Physicians union officials vow a legal fight and insist that the cut is part of a broader effort to kill the union. Decertification petitions are reportedly being circulated at county hospitals and clinics by doctors who want to leave the union.
“They don’t want the physicians to be unionized,” said Joe Bader, director of the Los Angeles office of the Union of American Physicians and Dentists, which represents about 800 county doctors. “They don’t want the physicians to be strong advocates, not only for their own employment conditions, but for improvements in patient care.”
Supervisors said the doctors knew they risked losing their benefits if they unionized, because megaflex is available only to nonunionized employees.
“The doctors, they knew full well what they were getting into,” Supervisor Don Knabe said. “This is no surprise.”
As Knabe indicated, during the 1999 unionization drive, the doctors were warned that they could lose the lucrative benefits package if they organized.
“It was made clear by the county of L.A. . . . that we have one plan for represented [employees] and one plan for non-represented,” Supervisor Yvonne Brathwaite Burke said. “If they didn’t disclose that to their members, then they certainly made some misrepresentation.”

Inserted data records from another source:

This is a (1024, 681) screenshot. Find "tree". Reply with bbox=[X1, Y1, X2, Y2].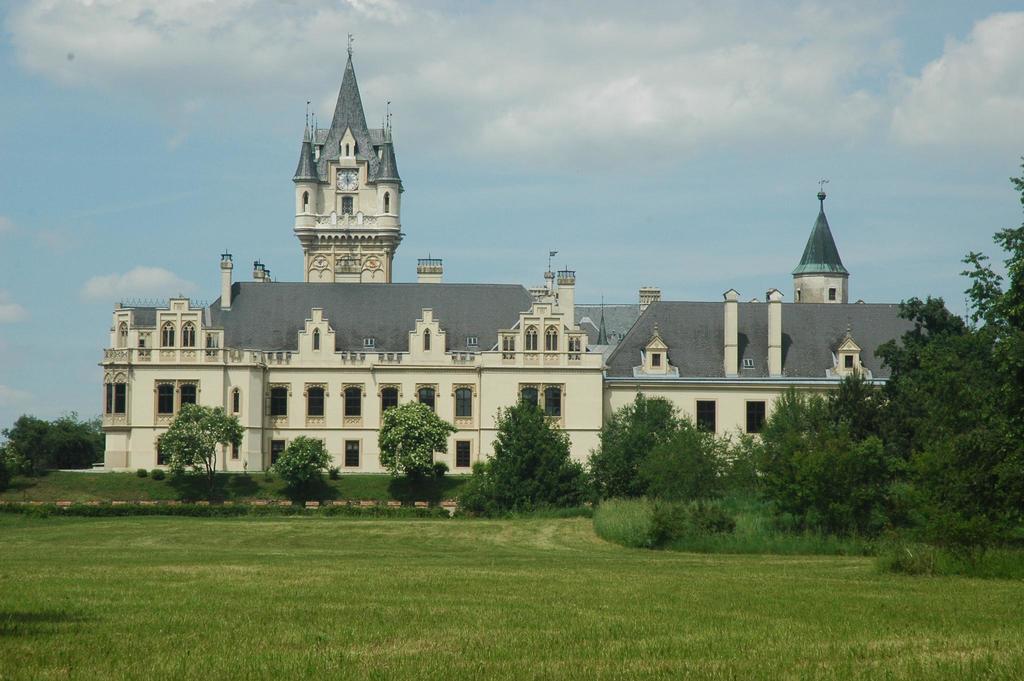
bbox=[0, 408, 110, 469].
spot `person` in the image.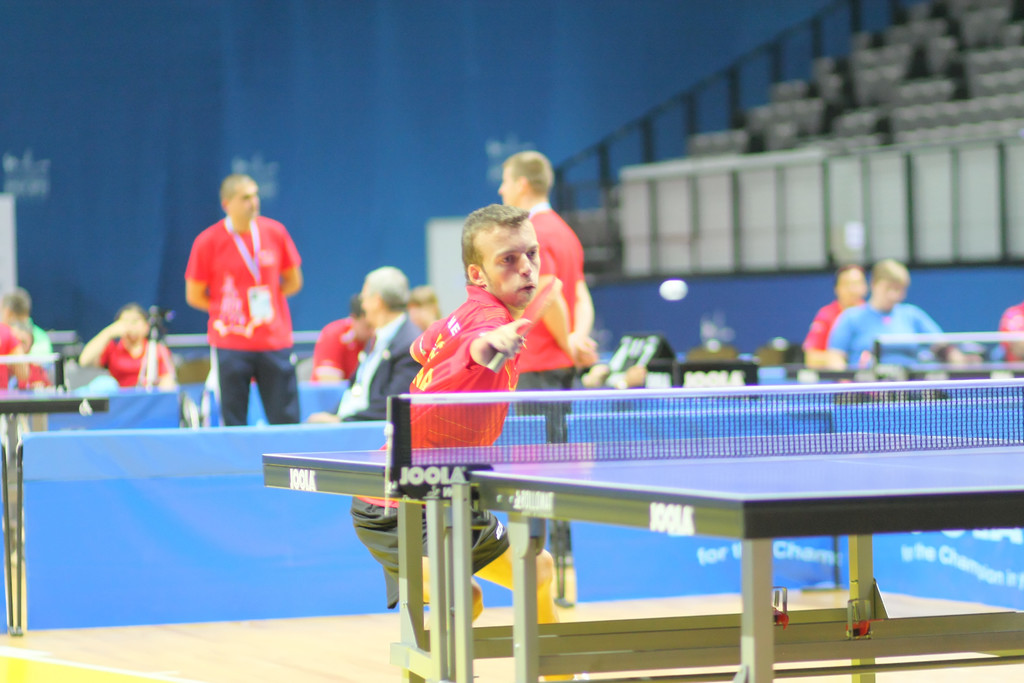
`person` found at locate(822, 255, 965, 388).
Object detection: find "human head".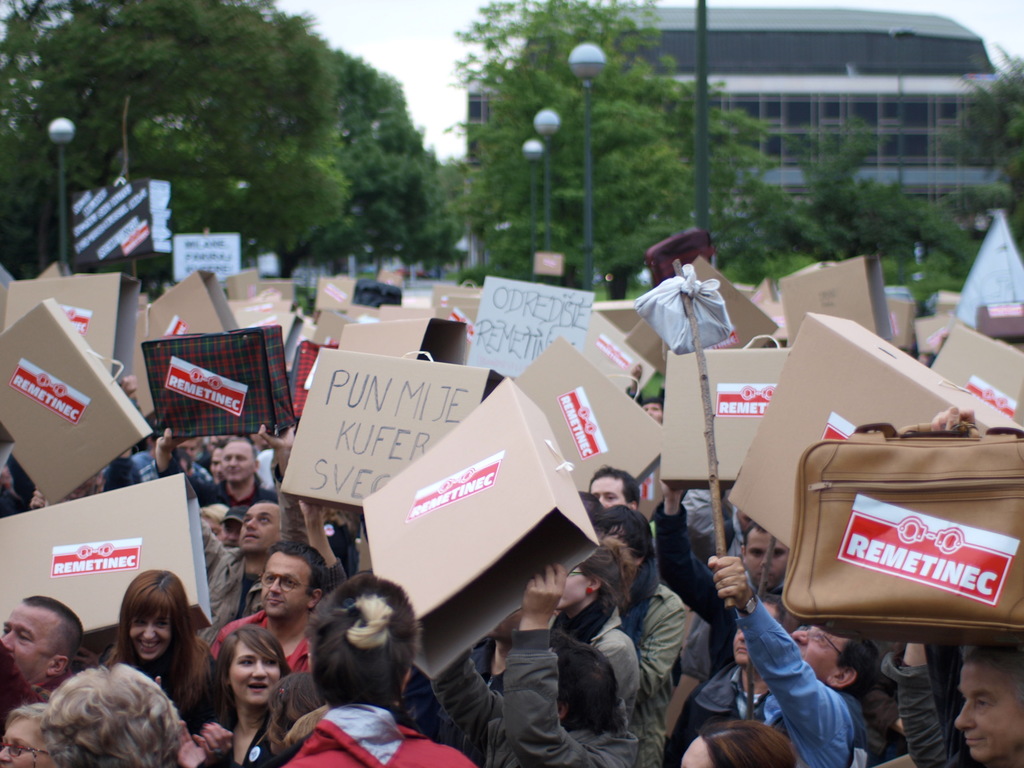
locate(730, 590, 785, 666).
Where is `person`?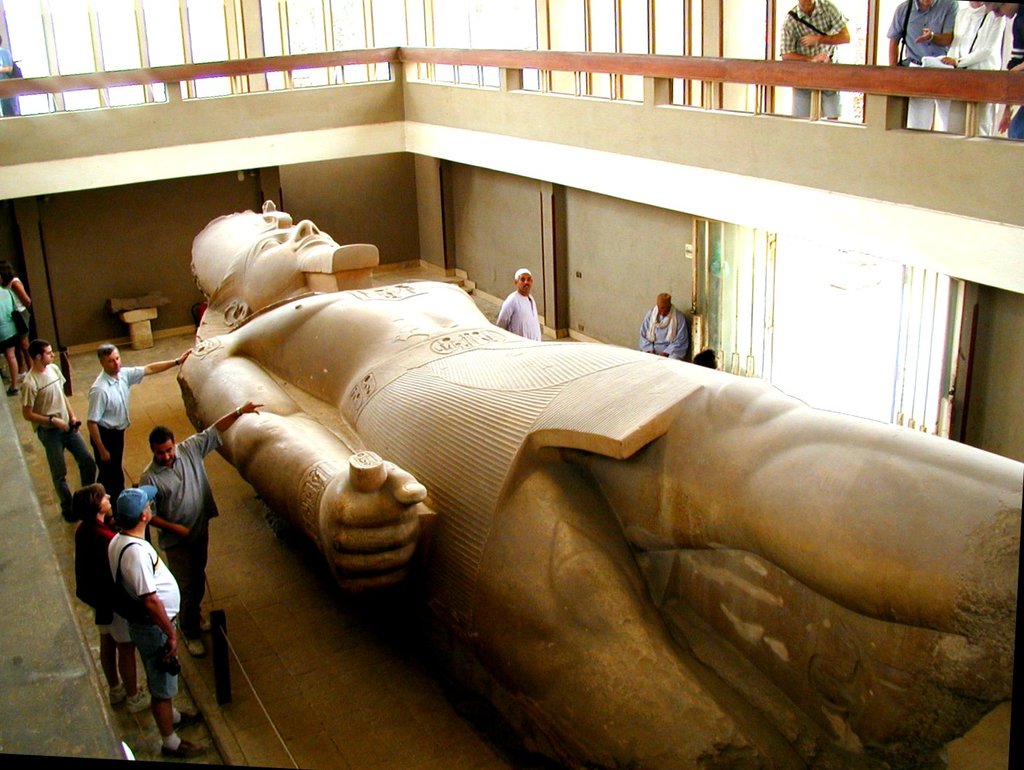
region(0, 35, 26, 120).
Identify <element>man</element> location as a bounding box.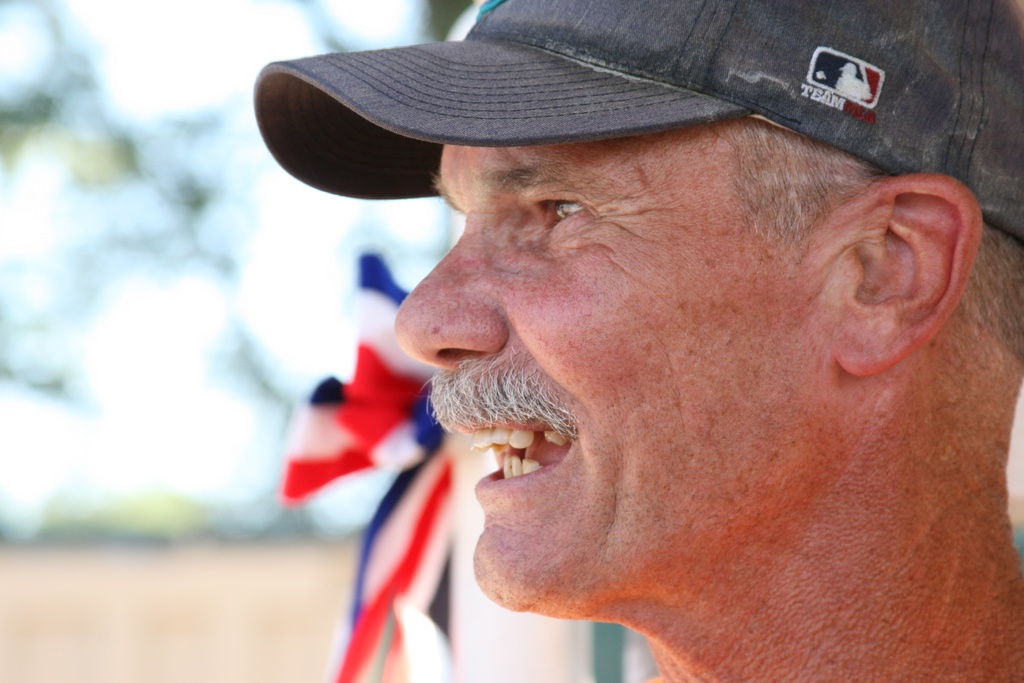
x1=220, y1=13, x2=1023, y2=675.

Union officials allege that taking away the megaflex package--which they calculate is worth $19,000 or more to some senior doctors--constitutes illegal retaliation for unionizing. Under the new contract approved by the board, megaflex would be replaced with a standard benefits package.
Dr. Simon K. Mintz, a 34-year county veteran who works as a surgeon at Martin Luther King Jr./Drew Medical Center, says the cut is a slap in the face. “Now that we’ve unionized, after all these years, the county has cheated us,” said Mintz. The union says Mintz would lose $16,000 annually under the proposal.
Other than a lawsuit, the union has other challenges to the contract in the works. It is pushing a bill in the Legislature that would require the issue to go to binding arbitration, and it has a complaint pending before the county’s Employee Relations Commission. Bader, the union director, also has vowed to file a complaint with the National Labor Relations Board.
This is not the first labor tussle for the county board, despite the traditional alliances between its Democratic majority and local unions.
Supervisors Burke, Gloria Molina and Zev Yaroslavsky have infuriated their allies in organized labor over the last year by clashing with county unions over pay raises--a dispute that led to a brief strike last year--as well as fighting other unions during last year’s transit strike.
Burke and Yaroslavsky joined their two conservative colleagues--Knabe and Supervisor Mike Antonovich--in approving the doctors’ contract Tuesday. Molina was not present. Yaroslavsky declined to comment, citing the union’s threat of litigation.
Joining the doctors at a rally before the board meeting was the union representing 20,000 other county health workers who were protesting supervisors’ cuts earlier this summer of 450 vacant positions in the health department, including slots for 100 nurses.
The trims were made in response to a looming deficit in the health department, which is losing much of its federal funding and must close an $884-million gap in four years.
But members of the Service Employees International Union, Local 660 said supervisors were being short-sighted in cutting rather than searching for more money.
Citing supervisors’ efforts to beef up nurse recruitment following reports in The Times of delays in medical care at Los Angeles County-USC Medical Center, Local 660 General Manager Annelle Grajeda said: “The board has acted to address the symptoms of the crisis while simultaneously taking steps to worsen the disease.”